Love is the message
Bobby Gillespie and co deliver a Philly disco-influenced mid-career high.
By Andrew Perry.
Bob’s full house: Gillespie and crew’s latest is up there with Primal Scream’s best.
Primal Scream
★★★★
Come Ahead
BMG. CD/DL/LP
PRIMAL SCREAM were never a band reasonably destined for “mature work”. From 1988’s Stooges/MC5 black-leather ramalama, and ’91’s disco-psych Screamadelica, through to the brutal agit-electronica of 2000’s XTRMNTR, Bobby Gillespie’s team were always too single-minded in their experimental rock’n’roll crusade to reflect upon life beyond it.
Thirty years since Motown-stomping Rocks, however, the war-torn Scream are a very different proposition these days from that Glaswegian gang of old, their creative core long since reduced to just Gillespie and guitarist Andrew Innes. After 2016’s Chaosmosis chased the synth-pop Zeitgeist to little commercial reward, Bobby G says he struggled to summon the motivational purpose for another long-playing transformation. It was Belfast producer/soundtrack maestro David Holmes, overseer of 2013’s
More Light
(their best since XTRMNTR), who cajoled him into breaking the stalemate, reversing their usual process by sending ready-made beats recorded with an LA rhythm section, for Gillespie and Innes to write words and music over.
The resultant Come Ahead has plenty of the Primals’ trademark sonic edge, thanks to a strong electronic undercurrent, but the foregrounded gospel choir and astonishing orchestration bring an overriding sense of classiness. A pervasive hand-on-hip street-funky groove, with the sweep of the strings and the voices, frequently evokes the
reassuringly expensive proto-disco of Gamble & Huff ’s Philadelphia International.
There’s a sense of the Scream growing up here: opener Ready To Go Home marries a sophisticated glitterball shuffle to lyrics about facing the toughest of mid-life realities – mortality. Gillespie apparently sang them to his own father in hospital the night before his passing, yet with its ecstatic eight-strong choral intro (mirroring Screamadelica’s introductory rush on Movin’ On Up) and violin-racing celebration of release from life’s agonies, it’s a wonderfully joyful treatment of the darkest topic.
In a self-penned accompanying statement, Gillespie talks of how penning his 2021 autobiography Tenement Kid unlocked unforeseen confidence for him as a writer, first felt while creating that year’s duet outing with Savages’ Jehnny Beth, Utopian Ashes. That album’s excruciating narrative of marital decline here gets a belated happy ending, perhaps, in Heal Yourself ’s redemptive hymn of gratitude to a supportive lover, its words of unflinching self-analysis (“I wouldn’t let her in to share my darkness”) carrying a palpable confessional charge.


**Work to be completed**.
Everything in the listing below needs restating exactly, apart from the pictures.
═══ Raw data ═══
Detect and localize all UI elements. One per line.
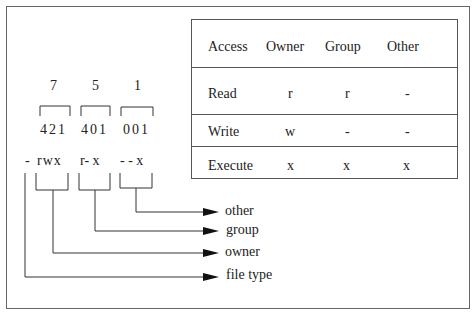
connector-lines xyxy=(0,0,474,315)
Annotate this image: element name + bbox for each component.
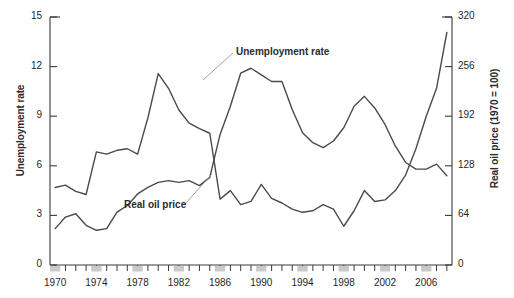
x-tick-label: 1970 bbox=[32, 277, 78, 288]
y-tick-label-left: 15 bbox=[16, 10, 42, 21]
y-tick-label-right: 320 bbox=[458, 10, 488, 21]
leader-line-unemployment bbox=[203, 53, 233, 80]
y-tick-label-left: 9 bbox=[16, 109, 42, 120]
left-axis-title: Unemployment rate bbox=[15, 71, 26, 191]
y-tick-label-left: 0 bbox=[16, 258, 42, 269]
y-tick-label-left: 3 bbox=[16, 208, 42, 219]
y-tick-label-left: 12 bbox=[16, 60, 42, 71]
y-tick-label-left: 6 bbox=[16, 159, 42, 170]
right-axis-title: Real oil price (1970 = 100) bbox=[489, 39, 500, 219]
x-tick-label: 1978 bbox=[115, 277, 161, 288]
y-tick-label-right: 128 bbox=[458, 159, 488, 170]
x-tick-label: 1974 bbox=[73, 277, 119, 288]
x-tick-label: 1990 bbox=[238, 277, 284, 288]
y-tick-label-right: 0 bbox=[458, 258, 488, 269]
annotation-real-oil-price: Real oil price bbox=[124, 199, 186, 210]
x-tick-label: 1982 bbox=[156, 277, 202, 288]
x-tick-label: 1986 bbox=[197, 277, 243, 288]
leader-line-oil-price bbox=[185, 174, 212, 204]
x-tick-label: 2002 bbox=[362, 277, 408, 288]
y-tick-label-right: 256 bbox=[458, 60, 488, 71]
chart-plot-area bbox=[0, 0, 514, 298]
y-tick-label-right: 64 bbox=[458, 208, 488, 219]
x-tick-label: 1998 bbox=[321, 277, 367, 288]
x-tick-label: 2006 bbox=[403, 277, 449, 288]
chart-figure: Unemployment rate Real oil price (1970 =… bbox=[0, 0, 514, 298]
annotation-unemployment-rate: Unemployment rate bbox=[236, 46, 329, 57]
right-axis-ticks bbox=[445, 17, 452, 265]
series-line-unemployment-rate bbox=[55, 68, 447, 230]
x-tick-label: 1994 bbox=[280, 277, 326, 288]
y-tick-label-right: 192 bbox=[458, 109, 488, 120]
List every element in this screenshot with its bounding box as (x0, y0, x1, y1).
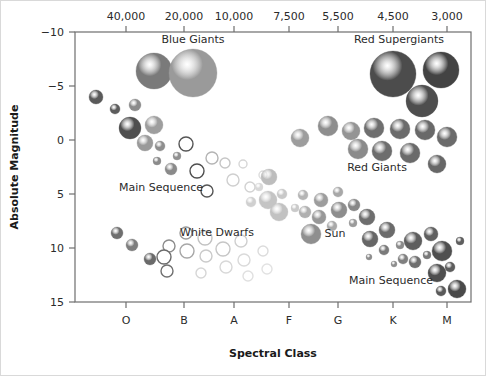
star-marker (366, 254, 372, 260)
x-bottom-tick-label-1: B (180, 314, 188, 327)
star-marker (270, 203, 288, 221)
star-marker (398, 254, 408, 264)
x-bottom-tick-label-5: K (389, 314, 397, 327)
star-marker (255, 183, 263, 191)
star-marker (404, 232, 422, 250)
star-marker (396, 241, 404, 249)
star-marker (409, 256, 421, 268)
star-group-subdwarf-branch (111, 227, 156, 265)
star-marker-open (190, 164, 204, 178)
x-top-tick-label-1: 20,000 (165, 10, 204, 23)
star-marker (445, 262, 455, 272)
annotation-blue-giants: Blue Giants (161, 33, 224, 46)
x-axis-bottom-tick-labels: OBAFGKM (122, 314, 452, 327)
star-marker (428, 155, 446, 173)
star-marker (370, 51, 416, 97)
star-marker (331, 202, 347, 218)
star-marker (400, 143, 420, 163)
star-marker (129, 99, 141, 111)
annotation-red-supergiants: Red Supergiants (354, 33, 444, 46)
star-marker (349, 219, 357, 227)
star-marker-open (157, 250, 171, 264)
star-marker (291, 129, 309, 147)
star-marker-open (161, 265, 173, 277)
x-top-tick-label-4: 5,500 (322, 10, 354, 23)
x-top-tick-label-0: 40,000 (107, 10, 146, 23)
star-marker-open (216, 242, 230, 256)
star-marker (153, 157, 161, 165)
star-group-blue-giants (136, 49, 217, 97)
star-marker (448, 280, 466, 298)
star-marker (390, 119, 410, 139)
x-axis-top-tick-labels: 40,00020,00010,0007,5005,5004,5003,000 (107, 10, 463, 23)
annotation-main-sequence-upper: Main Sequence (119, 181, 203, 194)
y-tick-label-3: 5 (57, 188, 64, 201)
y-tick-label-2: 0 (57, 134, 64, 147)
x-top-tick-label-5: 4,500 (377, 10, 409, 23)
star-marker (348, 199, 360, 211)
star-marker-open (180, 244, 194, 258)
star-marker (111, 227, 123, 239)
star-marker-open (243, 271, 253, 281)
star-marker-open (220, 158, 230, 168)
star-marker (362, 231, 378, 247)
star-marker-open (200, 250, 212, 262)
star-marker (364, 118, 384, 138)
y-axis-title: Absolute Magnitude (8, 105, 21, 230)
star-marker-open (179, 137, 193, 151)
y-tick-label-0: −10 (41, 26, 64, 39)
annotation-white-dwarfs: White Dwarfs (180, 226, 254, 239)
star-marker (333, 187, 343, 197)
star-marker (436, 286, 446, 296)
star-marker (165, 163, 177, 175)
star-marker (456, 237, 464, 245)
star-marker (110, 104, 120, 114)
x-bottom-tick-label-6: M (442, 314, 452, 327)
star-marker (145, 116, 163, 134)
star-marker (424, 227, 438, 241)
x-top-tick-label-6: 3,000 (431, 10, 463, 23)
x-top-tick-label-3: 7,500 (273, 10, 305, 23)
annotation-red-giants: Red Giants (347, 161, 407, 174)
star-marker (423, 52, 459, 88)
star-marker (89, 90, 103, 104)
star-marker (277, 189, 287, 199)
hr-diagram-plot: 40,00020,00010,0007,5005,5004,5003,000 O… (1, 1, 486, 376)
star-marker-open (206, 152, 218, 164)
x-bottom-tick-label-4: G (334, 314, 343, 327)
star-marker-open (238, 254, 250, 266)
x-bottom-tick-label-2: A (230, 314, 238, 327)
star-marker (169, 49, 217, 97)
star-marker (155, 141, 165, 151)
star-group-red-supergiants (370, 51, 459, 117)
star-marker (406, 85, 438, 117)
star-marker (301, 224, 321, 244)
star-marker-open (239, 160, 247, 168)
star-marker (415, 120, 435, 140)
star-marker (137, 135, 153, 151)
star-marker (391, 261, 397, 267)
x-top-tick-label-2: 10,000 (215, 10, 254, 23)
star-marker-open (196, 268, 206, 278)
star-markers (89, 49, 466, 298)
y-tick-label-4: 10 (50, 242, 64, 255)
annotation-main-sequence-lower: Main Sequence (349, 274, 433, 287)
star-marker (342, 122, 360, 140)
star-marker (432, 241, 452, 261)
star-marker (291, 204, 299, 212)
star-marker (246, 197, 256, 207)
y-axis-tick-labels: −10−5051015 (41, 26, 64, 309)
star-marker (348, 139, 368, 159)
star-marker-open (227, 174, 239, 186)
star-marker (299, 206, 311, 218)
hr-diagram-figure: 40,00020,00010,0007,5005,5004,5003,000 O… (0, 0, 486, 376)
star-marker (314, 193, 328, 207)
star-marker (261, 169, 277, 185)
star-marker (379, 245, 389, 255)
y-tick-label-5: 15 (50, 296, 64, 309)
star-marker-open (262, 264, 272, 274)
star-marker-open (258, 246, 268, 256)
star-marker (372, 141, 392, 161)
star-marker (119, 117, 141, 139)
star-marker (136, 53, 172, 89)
═══
**Answer to the problem**.
Detect and localize all UI elements. One per line.
connector-lines xyxy=(0,0,474,315)
Annotate this image: element name + bbox for each component.
x-tick-label: 1970 bbox=[32, 277, 78, 288]
y-tick-label-left: 15 bbox=[16, 10, 42, 21]
y-tick-label-right: 320 bbox=[458, 10, 488, 21]
leader-line-unemployment bbox=[203, 53, 233, 80]
y-tick-label-left: 9 bbox=[16, 109, 42, 120]
left-axis-title: Unemployment rate bbox=[15, 71, 26, 191]
y-tick-label-left: 0 bbox=[16, 258, 42, 269]
y-tick-label-left: 3 bbox=[16, 208, 42, 219]
y-tick-label-left: 12 bbox=[16, 60, 42, 71]
y-tick-label-left: 6 bbox=[16, 159, 42, 170]
right-axis-title: Real oil price (1970 = 100) bbox=[489, 39, 500, 219]
x-tick-label: 1978 bbox=[115, 277, 161, 288]
y-tick-label-right: 128 bbox=[458, 159, 488, 170]
x-tick-label: 1974 bbox=[73, 277, 119, 288]
x-tick-label: 1990 bbox=[238, 277, 284, 288]
y-tick-label-right: 0 bbox=[458, 258, 488, 269]
annotation-real-oil-price: Real oil price bbox=[124, 199, 186, 210]
x-tick-label: 1982 bbox=[156, 277, 202, 288]
x-tick-label: 1986 bbox=[197, 277, 243, 288]
leader-line-oil-price bbox=[185, 174, 212, 204]
x-tick-label: 2002 bbox=[362, 277, 408, 288]
y-tick-label-right: 256 bbox=[458, 60, 488, 71]
chart-plot-area bbox=[0, 0, 514, 298]
y-tick-label-right: 64 bbox=[458, 208, 488, 219]
x-tick-label: 1998 bbox=[321, 277, 367, 288]
x-tick-label: 2006 bbox=[403, 277, 449, 288]
chart-figure: Unemployment rate Real oil price (1970 =… bbox=[0, 0, 514, 298]
annotation-unemployment-rate: Unemployment rate bbox=[236, 46, 329, 57]
right-axis-ticks bbox=[445, 17, 452, 265]
series-line-unemployment-rate bbox=[55, 68, 447, 230]
x-tick-label: 1994 bbox=[280, 277, 326, 288]
y-tick-label-right: 192 bbox=[458, 109, 488, 120]
List every element in this screenshot with its bounding box as (x0, y0, x1, y1).
star-marker (366, 254, 372, 260)
x-bottom-tick-label-1: B (180, 314, 188, 327)
star-marker (270, 203, 288, 221)
star-marker (398, 254, 408, 264)
x-bottom-tick-label-5: K (389, 314, 397, 327)
star-marker (255, 183, 263, 191)
star-marker (404, 232, 422, 250)
star-marker (396, 241, 404, 249)
star-marker (409, 256, 421, 268)
star-group-subdwarf-branch (111, 227, 156, 265)
star-marker-open (190, 164, 204, 178)
x-top-tick-label-1: 20,000 (165, 10, 204, 23)
star-marker (445, 262, 455, 272)
annotation-blue-giants: Blue Giants (161, 33, 224, 46)
x-axis-bottom-tick-labels: OBAFGKM (122, 314, 452, 327)
star-marker (428, 155, 446, 173)
star-marker (370, 51, 416, 97)
star-marker (331, 202, 347, 218)
star-marker (400, 143, 420, 163)
star-marker (129, 99, 141, 111)
annotation-red-supergiants: Red Supergiants (354, 33, 444, 46)
star-marker (349, 219, 357, 227)
star-marker-open (157, 250, 171, 264)
star-marker (291, 129, 309, 147)
star-marker-open (161, 265, 173, 277)
x-top-tick-label-4: 5,500 (322, 10, 354, 23)
x-top-tick-label-0: 40,000 (107, 10, 146, 23)
star-marker-open (216, 242, 230, 256)
star-marker (153, 157, 161, 165)
star-group-blue-giants (136, 49, 217, 97)
star-marker (448, 280, 466, 298)
star-marker (390, 119, 410, 139)
x-axis-top-tick-labels: 40,00020,00010,0007,5005,5004,5003,000 (107, 10, 463, 23)
annotation-main-sequence-upper: Main Sequence (119, 181, 203, 194)
y-tick-label-3: 5 (57, 188, 64, 201)
y-tick-label-2: 0 (57, 134, 64, 147)
x-top-tick-label-5: 4,500 (377, 10, 409, 23)
star-marker (348, 199, 360, 211)
star-marker-open (180, 244, 194, 258)
star-marker (111, 227, 123, 239)
star-marker-open (243, 271, 253, 281)
star-marker-open (220, 158, 230, 168)
star-marker (362, 231, 378, 247)
star-marker-open (200, 250, 212, 262)
star-marker (364, 118, 384, 138)
y-axis-title: Absolute Magnitude (8, 105, 21, 230)
star-marker-open (179, 137, 193, 151)
y-tick-label-0: −10 (41, 26, 64, 39)
annotation-white-dwarfs: White Dwarfs (180, 226, 254, 239)
star-marker (333, 187, 343, 197)
star-marker (436, 286, 446, 296)
star-marker (165, 163, 177, 175)
star-marker (456, 237, 464, 245)
star-marker (110, 104, 120, 114)
x-bottom-tick-label-6: M (442, 314, 452, 327)
star-marker (145, 116, 163, 134)
star-marker (424, 227, 438, 241)
x-top-tick-label-6: 3,000 (431, 10, 463, 23)
x-top-tick-label-3: 7,500 (273, 10, 305, 23)
annotation-red-giants: Red Giants (347, 161, 407, 174)
star-marker (423, 52, 459, 88)
star-marker (89, 90, 103, 104)
star-marker (277, 189, 287, 199)
hr-diagram-plot: 40,00020,00010,0007,5005,5004,5003,000 O… (1, 1, 486, 376)
star-marker-open (206, 152, 218, 164)
x-bottom-tick-label-4: G (334, 314, 343, 327)
star-marker-open (238, 254, 250, 266)
x-bottom-tick-label-2: A (230, 314, 238, 327)
star-marker (169, 49, 217, 97)
star-marker (155, 141, 165, 151)
star-group-red-supergiants (370, 51, 459, 117)
star-marker (406, 85, 438, 117)
star-marker (301, 224, 321, 244)
star-marker-open (239, 160, 247, 168)
star-marker (415, 120, 435, 140)
star-marker (137, 135, 153, 151)
star-marker (391, 261, 397, 267)
x-top-tick-label-2: 10,000 (215, 10, 254, 23)
star-marker-open (196, 268, 206, 278)
star-markers (89, 49, 466, 298)
y-tick-label-4: 10 (50, 242, 64, 255)
annotation-main-sequence-lower: Main Sequence (349, 274, 433, 287)
star-marker (342, 122, 360, 140)
star-marker (432, 241, 452, 261)
star-marker (291, 204, 299, 212)
star-marker (246, 197, 256, 207)
y-axis-tick-labels: −10−5051015 (41, 26, 64, 309)
star-marker (348, 139, 368, 159)
star-marker-open (227, 174, 239, 186)
star-marker (299, 206, 311, 218)
hr-diagram-figure: 40,00020,00010,0007,5005,5004,5003,000 O… (0, 0, 486, 376)
star-marker (314, 193, 328, 207)
star-marker (261, 169, 277, 185)
star-marker (379, 245, 389, 255)
y-tick-label-5: 15 (50, 296, 64, 309)
star-marker-open (262, 264, 272, 274)
star-marker-open (258, 246, 268, 256)
star-marker (372, 141, 392, 161)
star-marker (119, 117, 141, 139)
star-marker (136, 53, 172, 89)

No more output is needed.